Aspen Flight Academy aims to get every student up in the air
Two new airplanes in the wings for student education
The Aspen Flight Academy is putting out the all-call for incoming Aspen High School students to participate this summer in the “Every Student Flies” program, which offers every student at the school an hour of free flight time.
Participants may even get the chance to do it in airplanes that still have that “new car” — er, airplane — smell. According to Aspen Flight Academy’s Board of Directors Chairman Michael Pearce, the program just took in the delivery of $1.2 million worth of new aircraft. Two brand-new planes join one more that was already in the wings.
“These kids will be learning in some of the newest technology there is,” said Jeff Posey, the president of the Aspen Flight Academy.
The program usually gets two new planes every year and sells the two older ones, but they’re currently holding onto one of the two previous planes to bolster teaching capacity, according to Pearce.
“We’ve kept our other aircraft for the time being as more of a test, because our student base has grown so much, and the amount of flight training we are doing has grown … and then what probably will happen is, as the years go on, we’ll change our deliveries from two (per) year to three (per) year,” Pearce said.
There are currently 104 students signed up for the fall aviation program, Posey said. The academy is a nonprofit organization that offers an elective course at Aspen High School, training for students seeking their pilot’s license and training for anyone interested in aviation.
Posey said the program is already working on getting midvalley students involved as well, and the five-year goal is to expand downvalley into Garfield County, too.

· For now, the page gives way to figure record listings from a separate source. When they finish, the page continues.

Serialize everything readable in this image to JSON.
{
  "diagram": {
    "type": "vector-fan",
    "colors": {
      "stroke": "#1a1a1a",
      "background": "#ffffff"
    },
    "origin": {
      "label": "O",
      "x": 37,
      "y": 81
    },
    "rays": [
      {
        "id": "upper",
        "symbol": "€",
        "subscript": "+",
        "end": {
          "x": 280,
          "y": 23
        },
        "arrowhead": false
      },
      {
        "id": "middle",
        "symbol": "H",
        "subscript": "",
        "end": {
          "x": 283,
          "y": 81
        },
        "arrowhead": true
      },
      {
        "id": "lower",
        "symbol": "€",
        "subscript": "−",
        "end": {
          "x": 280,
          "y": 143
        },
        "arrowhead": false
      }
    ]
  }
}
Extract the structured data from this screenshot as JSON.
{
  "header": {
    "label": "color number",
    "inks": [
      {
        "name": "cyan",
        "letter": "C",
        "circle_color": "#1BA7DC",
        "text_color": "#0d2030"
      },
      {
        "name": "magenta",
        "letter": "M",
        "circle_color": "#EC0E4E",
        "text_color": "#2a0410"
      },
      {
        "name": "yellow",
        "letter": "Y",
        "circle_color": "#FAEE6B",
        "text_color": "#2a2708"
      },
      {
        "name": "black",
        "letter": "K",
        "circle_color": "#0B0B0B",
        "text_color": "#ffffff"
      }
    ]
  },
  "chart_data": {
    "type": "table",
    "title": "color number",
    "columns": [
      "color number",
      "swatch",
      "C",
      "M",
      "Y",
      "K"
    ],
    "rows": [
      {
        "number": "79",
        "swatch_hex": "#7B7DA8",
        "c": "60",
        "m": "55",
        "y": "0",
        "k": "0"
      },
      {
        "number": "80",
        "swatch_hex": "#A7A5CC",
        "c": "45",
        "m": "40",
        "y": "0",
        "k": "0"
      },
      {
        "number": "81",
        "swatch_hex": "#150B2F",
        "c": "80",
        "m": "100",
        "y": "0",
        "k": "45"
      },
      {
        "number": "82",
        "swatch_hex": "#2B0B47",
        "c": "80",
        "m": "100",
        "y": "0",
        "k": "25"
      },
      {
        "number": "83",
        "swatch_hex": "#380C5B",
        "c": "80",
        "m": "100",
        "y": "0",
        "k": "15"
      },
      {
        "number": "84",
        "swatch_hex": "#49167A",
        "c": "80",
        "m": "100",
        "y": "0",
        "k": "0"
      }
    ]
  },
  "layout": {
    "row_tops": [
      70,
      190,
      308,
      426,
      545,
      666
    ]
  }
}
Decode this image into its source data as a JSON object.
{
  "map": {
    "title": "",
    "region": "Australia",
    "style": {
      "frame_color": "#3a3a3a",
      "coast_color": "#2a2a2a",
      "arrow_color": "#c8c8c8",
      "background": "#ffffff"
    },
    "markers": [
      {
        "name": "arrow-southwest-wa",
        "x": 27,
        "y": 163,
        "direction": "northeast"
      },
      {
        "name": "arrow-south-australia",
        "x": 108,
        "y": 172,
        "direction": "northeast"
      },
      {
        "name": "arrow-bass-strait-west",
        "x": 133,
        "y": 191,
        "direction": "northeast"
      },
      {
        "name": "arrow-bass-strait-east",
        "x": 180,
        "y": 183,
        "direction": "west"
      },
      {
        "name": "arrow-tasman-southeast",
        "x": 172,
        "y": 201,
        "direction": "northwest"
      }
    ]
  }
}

The way Posey described it, the academy could create a pipeline for students to pursue a career in aviation that brings them right back to the runway in Aspen.
“Right now we’re producing about 10 private pilots a year, and we think that number over the next five years could be anywhere from 20 to 25 private pilots a year,” he said.
High schoolers from the valley train with certified flight instructors from Purdue University’s aeronautics school; after graduating high school, those students could even end up at Purdue, then later might return to the flight academy as instructors, “then move up through the ranks,” he said.
“We’re just trying to move these pilots, these young pilots through this program into large airlines, regional airlines,” Posey said. “And at some point, within the next five years, you’ll hop on a plane in Aspen — it’ll be an Aspen graduate flying a regional jet, you know, out of Denver, or wherever.”
The Every Student Flies program has also involved some student interaction with the parts of flight that take place on the ground; before the COVID-19 pandemic, students would pop up into the control tower, too. Students may get a taste of aviation and then explore careers in the mechanical world or in the control tower, Pearce said.
“Every Student Flies has trickled into all kinds of professions out of this one hour of flight instruction that they all get,” Pearce said. “That part has been very cool, and it’s been rewarding to see it be so successful, and create a career path for so many.”